Youth Find Healing and Support in Spoken Word Poetry

Youth Find Healing and Support in Spoken Word Poetry
Sarah Le
Sarah Le
reporter
|Updated:

LOS ANGELES—Kat Magill, founder and executive director of the organization Say Word, stumbled upon spoken word poetry at the age of 17.

She said she was shaking while reading from the paper in her hands in front of a paltry group of ten people. But those ten people introduced her to something she had never experienced before. They didn’t talk over her, didn’t tell her who she was, and didn’t reprimand her.

“It was the first time I was heard,” said Magill.

Magill has come a long way since then. After going on to win spoken word “slam” competitions and touring as a professional performance poet, she began working with youth who wanted to tell their own stories through poetry in the Los Angeles and Pomona areas. Soon, more and more youth began to come.

“That’s obviously how most things start, right?” she said. “Something changes your life, and you go, ‘Wow, this really changed my life. How do I give this to other people?’”

Say Word, which officially began in 2011, now helps 500 to 700 youth per year aged 15-24 develop their own personal narrative through spoken word poetry.

Kat Magill speaks at an event in Los Angeles, Calif. on Feb. 14. (Say Word/Facebook)
Kat Magill speaks at an event in Los Angeles, Calif. on Feb. 14. Say Word/Facebook
Sarah Le
Sarah Le
reporter
Sarah Le is an editor for The Epoch Times in Southern California. She lives with her husband and two children in Los Angeles.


EXERCISE PROMPT
A set of records appears below. Print them all, word for word.
= = =
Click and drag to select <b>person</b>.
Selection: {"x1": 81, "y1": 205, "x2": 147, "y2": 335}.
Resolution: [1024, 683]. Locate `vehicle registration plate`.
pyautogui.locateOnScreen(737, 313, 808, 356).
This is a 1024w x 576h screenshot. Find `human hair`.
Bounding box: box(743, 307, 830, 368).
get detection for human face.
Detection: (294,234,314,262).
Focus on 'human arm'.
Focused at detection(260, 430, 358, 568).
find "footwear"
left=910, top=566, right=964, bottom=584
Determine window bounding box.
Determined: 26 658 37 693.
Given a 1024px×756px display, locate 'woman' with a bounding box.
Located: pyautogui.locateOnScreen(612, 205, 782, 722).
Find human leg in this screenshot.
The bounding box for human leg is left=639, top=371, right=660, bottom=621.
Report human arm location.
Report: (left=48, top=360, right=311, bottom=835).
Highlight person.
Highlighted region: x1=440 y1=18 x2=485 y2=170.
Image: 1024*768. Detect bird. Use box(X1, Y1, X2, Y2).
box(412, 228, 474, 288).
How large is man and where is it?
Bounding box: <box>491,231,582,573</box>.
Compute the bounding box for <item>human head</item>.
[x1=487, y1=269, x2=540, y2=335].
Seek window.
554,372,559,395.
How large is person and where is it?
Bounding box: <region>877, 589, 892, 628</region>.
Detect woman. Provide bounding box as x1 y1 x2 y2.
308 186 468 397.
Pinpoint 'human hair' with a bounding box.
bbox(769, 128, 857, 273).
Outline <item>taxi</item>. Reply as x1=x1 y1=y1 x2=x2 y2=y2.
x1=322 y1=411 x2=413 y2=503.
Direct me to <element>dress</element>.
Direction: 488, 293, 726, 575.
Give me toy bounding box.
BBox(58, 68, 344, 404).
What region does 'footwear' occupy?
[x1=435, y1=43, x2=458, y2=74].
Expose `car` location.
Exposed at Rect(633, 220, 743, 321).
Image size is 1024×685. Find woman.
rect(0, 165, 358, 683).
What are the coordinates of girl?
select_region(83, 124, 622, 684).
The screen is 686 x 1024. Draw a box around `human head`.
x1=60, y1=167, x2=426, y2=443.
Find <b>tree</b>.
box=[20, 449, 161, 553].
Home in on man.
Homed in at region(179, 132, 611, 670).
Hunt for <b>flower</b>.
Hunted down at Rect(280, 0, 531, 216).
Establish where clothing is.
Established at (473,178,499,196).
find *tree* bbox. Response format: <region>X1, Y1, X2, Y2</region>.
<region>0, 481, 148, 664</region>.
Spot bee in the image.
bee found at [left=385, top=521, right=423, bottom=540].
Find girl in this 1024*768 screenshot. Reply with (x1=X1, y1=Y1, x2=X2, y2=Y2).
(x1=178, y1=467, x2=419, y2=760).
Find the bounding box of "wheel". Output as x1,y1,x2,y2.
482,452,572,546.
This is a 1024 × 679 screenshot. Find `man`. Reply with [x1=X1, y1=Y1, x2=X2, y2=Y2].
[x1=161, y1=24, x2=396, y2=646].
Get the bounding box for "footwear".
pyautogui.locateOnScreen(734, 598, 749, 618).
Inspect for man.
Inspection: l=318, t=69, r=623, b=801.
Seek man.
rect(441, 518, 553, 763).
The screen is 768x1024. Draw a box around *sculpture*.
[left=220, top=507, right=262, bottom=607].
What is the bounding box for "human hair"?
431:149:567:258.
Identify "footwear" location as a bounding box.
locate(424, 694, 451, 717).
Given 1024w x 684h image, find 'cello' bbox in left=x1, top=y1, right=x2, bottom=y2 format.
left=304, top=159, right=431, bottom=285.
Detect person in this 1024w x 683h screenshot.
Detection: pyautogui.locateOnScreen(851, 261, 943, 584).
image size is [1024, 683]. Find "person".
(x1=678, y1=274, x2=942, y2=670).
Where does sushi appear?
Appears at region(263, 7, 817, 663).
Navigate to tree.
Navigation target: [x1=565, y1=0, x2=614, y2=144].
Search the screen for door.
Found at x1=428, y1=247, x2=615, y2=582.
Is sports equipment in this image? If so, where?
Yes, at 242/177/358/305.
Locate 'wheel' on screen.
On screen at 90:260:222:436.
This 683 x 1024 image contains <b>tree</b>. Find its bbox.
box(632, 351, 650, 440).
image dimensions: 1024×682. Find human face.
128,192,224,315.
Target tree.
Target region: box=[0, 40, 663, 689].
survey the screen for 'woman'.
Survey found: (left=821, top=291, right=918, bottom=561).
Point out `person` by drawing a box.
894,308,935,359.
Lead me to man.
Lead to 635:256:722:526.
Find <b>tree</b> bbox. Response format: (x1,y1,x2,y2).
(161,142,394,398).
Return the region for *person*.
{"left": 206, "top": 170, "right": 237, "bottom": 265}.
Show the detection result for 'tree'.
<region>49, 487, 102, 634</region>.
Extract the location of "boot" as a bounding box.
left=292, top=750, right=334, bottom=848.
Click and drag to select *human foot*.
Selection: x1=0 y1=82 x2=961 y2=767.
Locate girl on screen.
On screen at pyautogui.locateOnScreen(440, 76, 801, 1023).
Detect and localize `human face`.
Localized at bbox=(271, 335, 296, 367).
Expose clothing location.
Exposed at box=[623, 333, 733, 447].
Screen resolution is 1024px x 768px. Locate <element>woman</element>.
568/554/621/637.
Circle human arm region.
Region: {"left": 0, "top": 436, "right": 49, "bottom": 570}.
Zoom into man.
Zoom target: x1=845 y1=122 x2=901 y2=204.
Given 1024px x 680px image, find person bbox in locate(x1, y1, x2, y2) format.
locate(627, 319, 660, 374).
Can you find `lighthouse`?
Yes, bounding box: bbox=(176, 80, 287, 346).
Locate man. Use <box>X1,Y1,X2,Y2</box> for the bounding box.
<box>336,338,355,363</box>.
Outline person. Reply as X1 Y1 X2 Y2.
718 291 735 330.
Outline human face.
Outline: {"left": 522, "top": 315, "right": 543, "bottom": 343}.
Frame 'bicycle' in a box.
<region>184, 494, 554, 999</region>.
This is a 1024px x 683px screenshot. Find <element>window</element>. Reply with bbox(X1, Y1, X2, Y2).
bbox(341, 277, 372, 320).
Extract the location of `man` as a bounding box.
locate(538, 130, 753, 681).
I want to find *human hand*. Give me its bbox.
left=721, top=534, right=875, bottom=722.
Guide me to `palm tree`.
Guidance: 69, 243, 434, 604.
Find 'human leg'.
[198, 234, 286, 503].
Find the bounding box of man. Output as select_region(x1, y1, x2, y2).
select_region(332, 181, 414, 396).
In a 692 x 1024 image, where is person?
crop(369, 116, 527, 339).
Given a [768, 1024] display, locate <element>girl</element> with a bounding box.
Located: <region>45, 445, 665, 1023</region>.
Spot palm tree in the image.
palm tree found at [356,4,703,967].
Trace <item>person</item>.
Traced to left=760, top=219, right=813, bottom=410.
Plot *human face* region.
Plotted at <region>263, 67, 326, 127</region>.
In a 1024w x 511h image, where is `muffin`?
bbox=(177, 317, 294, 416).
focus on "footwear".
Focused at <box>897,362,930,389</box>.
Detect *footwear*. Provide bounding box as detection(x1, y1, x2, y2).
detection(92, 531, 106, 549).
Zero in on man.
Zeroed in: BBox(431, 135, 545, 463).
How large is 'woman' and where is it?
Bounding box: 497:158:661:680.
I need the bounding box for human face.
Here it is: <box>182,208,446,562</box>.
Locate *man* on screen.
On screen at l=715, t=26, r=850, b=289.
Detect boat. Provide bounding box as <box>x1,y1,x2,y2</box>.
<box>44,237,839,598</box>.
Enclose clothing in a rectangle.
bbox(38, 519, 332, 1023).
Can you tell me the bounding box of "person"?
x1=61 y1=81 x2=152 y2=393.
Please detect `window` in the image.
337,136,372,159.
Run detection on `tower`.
= = =
RESPONSE TO THE EXERCISE
Click and drag to select <b>person</b>.
Selection: {"x1": 81, "y1": 205, "x2": 147, "y2": 335}.
Resolution: [1024, 683]. Locate `vehicle registration plate`.
pyautogui.locateOnScreen(737, 313, 808, 356).
This is a 1024w x 576h screenshot. Find `human hair`.
Bounding box: box(743, 307, 830, 368).
get detection for human face.
Detection: (294,234,314,262).
Focus on 'human arm'.
Focused at detection(260, 430, 358, 568).
find "footwear"
left=910, top=566, right=964, bottom=584
Determine window bounding box.
Determined: 26 658 37 693.
Given a 1024px×756px display, locate 'woman' with a bounding box.
Located: pyautogui.locateOnScreen(612, 205, 782, 722).
Find human leg in this screenshot.
The bounding box for human leg is left=639, top=371, right=660, bottom=621.
Report human arm location.
Report: (left=48, top=360, right=311, bottom=835).
Highlight person.
Highlighted region: x1=440 y1=18 x2=485 y2=170.
Image: 1024*768. Detect bird. Use box(X1, Y1, X2, Y2).
box(412, 228, 474, 288).
How large is man and where is it?
Bounding box: <box>491,231,582,573</box>.
Compute the bounding box for <item>human head</item>.
[x1=487, y1=269, x2=540, y2=335].
Seek window.
554,372,559,395.
How large is person and where is it?
Bounding box: <region>877, 589, 892, 628</region>.
Detect woman. Provide bounding box as x1 y1 x2 y2.
308 186 468 397.
Pinpoint 'human hair' with a bounding box.
bbox(769, 128, 857, 273).
Outline <item>taxi</item>. Reply as x1=x1 y1=y1 x2=x2 y2=y2.
x1=322 y1=411 x2=413 y2=503.
Direct me to <element>dress</element>.
Direction: 488, 293, 726, 575.
Give me toy bounding box.
BBox(58, 68, 344, 404).
What region does 'footwear' occupy?
[x1=435, y1=43, x2=458, y2=74].
Expose `car` location.
Exposed at Rect(633, 220, 743, 321).
Image size is 1024×685. Find woman.
rect(0, 165, 358, 683).
What are the coordinates of girl?
select_region(83, 124, 622, 684).
The screen is 686 x 1024. Draw a box around `human head`.
x1=60, y1=167, x2=426, y2=443.
Find <b>tree</b>.
box=[20, 449, 161, 553].
Home in on man.
Homed in at region(179, 132, 611, 670).
Hunt for <b>flower</b>.
Hunted down at Rect(280, 0, 531, 216).
Establish where clothing is.
Established at (473,178,499,196).
find *tree* bbox. Response format: <region>X1, Y1, X2, Y2</region>.
<region>0, 481, 148, 664</region>.
Spot bee in the image.
bee found at [left=385, top=521, right=423, bottom=540].
Find girl in this 1024*768 screenshot. Reply with (x1=X1, y1=Y1, x2=X2, y2=Y2).
(x1=178, y1=467, x2=419, y2=760).
Find the bounding box of "wheel". Output as x1,y1,x2,y2.
482,452,572,546.
This is a 1024 × 679 screenshot. Find `man`. Reply with [x1=X1, y1=Y1, x2=X2, y2=Y2].
[x1=161, y1=24, x2=396, y2=646].
Get the bounding box for "footwear".
pyautogui.locateOnScreen(734, 598, 749, 618).
Inspect for man.
Inspection: l=318, t=69, r=623, b=801.
Seek man.
rect(441, 518, 553, 763).
The screen is 768x1024. Draw a box around *sculpture*.
[left=220, top=507, right=262, bottom=607].
What is the bounding box for "human hair"?
431:149:567:258.
Identify "footwear" location as a bounding box.
locate(424, 694, 451, 717).
Given 1024w x 684h image, find 'cello' bbox in left=x1, top=y1, right=x2, bottom=y2 format.
left=304, top=159, right=431, bottom=285.
Detect person in this 1024w x 683h screenshot.
Detection: pyautogui.locateOnScreen(851, 261, 943, 584).
image size is [1024, 683]. Find "person".
(x1=678, y1=274, x2=942, y2=670).
Where does sushi appear?
Appears at region(263, 7, 817, 663).
Navigate to tree.
Navigation target: [x1=565, y1=0, x2=614, y2=144].
Search the screen for door.
Found at x1=428, y1=247, x2=615, y2=582.
Is sports equipment in this image? If so, where?
Yes, at 242/177/358/305.
Locate 'wheel' on screen.
On screen at 90:260:222:436.
This 683 x 1024 image contains <b>tree</b>. Find its bbox.
box(632, 351, 650, 440).
image dimensions: 1024×682. Find human face.
128,192,224,315.
Target tree.
Target region: box=[0, 40, 663, 689].
survey the screen for 'woman'.
Survey found: (left=821, top=291, right=918, bottom=561).
Point out `person` by drawing a box.
894,308,935,359.
Lead me to man.
Lead to 635:256:722:526.
Find <b>tree</b> bbox. Response format: (x1,y1,x2,y2).
(161,142,394,398).
Return the region for *person*.
{"left": 206, "top": 170, "right": 237, "bottom": 265}.
Show the detection result for 'tree'.
<region>49, 487, 102, 634</region>.
Extract the location of "boot" as a bounding box.
left=292, top=750, right=334, bottom=848.
Click and drag to select *human foot*.
Selection: x1=0 y1=82 x2=961 y2=767.
Locate girl on screen.
On screen at pyautogui.locateOnScreen(440, 76, 801, 1023).
Detect and localize `human face`.
Localized at bbox=(271, 335, 296, 367).
Expose clothing location.
Exposed at box=[623, 333, 733, 447].
Screen resolution is 1024px x 768px. Locate <element>woman</element>.
568/554/621/637.
Circle human arm region.
Region: {"left": 0, "top": 436, "right": 49, "bottom": 570}.
Zoom into man.
Zoom target: x1=845 y1=122 x2=901 y2=204.
Given 1024px x 680px image, find person bbox in locate(x1, y1, x2, y2) format.
locate(627, 319, 660, 374).
Can you find `lighthouse`?
Yes, bounding box: bbox=(176, 80, 287, 346).
Locate man. Use <box>X1,Y1,X2,Y2</box> for the bounding box.
<box>336,338,355,363</box>.
Outline person. Reply as X1 Y1 X2 Y2.
718 291 735 330.
Outline human face.
Outline: {"left": 522, "top": 315, "right": 543, "bottom": 343}.
Frame 'bicycle' in a box.
<region>184, 494, 554, 999</region>.
This is a 1024px x 683px screenshot. Find <element>window</element>. Reply with bbox(X1, Y1, X2, Y2).
bbox(341, 277, 372, 320).
Extract the location of `man` as a bounding box.
locate(538, 130, 753, 681).
I want to find *human hand*. Give me its bbox.
left=721, top=534, right=875, bottom=722.
Guide me to `palm tree`.
Guidance: 69, 243, 434, 604.
Find 'human leg'.
[198, 234, 286, 503].
Find the bounding box of man. Output as select_region(x1, y1, x2, y2).
select_region(332, 181, 414, 396).
In a 692 x 1024 image, where is person?
crop(369, 116, 527, 339).
Given a [768, 1024] display, locate <element>girl</element> with a bounding box.
Located: <region>45, 445, 665, 1023</region>.
Spot palm tree in the image.
palm tree found at [356,4,703,967].
Trace <item>person</item>.
Traced to left=760, top=219, right=813, bottom=410.
Plot *human face* region.
Plotted at <region>263, 67, 326, 127</region>.
In a 1024w x 511h image, where is `muffin`?
bbox=(177, 317, 294, 416).
focus on "footwear".
Focused at <box>897,362,930,389</box>.
Detect *footwear*. Provide bounding box as detection(x1, y1, x2, y2).
detection(92, 531, 106, 549).
Zero in on man.
Zeroed in: BBox(431, 135, 545, 463).
How large is 'woman' and where is it?
Bounding box: 497:158:661:680.
I need the bounding box for human face.
Here it is: <box>182,208,446,562</box>.
Locate *man* on screen.
On screen at l=715, t=26, r=850, b=289.
Detect boat. Provide bounding box as <box>x1,y1,x2,y2</box>.
<box>44,237,839,598</box>.
Enclose clothing in a rectangle.
bbox(38, 519, 332, 1023).
Can you tell me the bounding box of "person"?
x1=61 y1=81 x2=152 y2=393.
Please detect `window` in the image.
337,136,372,159.
Run detection on `tower`.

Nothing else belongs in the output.